Off topic but its food for thought. Paeds, killers, etc etc. I often wonder if the people who are caught and brought to book are the tip of the iceberg
 

crickleymal

New member
andys said:
I had some friends who bought a house with a cellar, but the problem was that it was far too low to be useful. So they decided to dig it down to make it usable. Much time and sweat later - and the not inconsiderable problem of disposal of the spoil - and they had a normal height cellar of which they were immensely proud!

A few months later they came to put some stuff in it and found it flooded to exactly the height of its original floor. And not wanting an indoor swimming pool, they then spent an equal amount of time and sweat back-filling it again.

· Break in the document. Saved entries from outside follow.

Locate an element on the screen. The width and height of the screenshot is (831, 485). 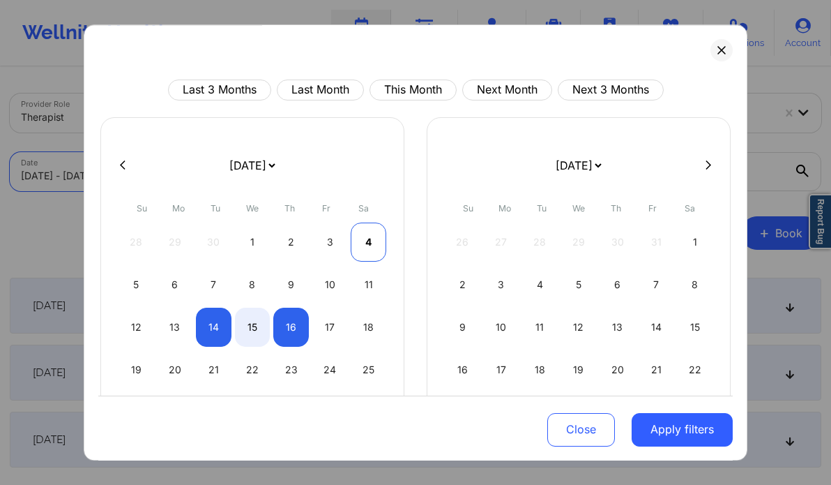
div: Sun Nov 02 2025 is located at coordinates (462, 285).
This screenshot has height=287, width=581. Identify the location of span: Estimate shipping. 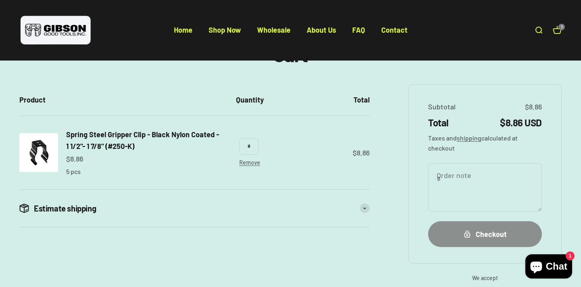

There may be a moral to this tale!

A neighbour of a work colleague had sort of the opposite problem, his cellar was quite tall and had a grotty floor. So he arranged for a cement mixer lorry with one of those extending boom things on it (the cellar entrance was on the other side fo the house) and also arranged that my work colleague could have the excess cement for some garden project.

Now being a clever chap he wanted a nice level floor so put wooden blocks down so that he could tell the driver of the lorry to switch off the pump when it reached the top of the wooden blocks.

You will note at this point I said put wooden blocks down, not fix. As we all know, wood floats. So after the lorry driver had pumped the entire contents of the cement mixer into the cellar the tops of the blocks were still visible, the cellar was now only 6 ft high and my colleague got no spare cement.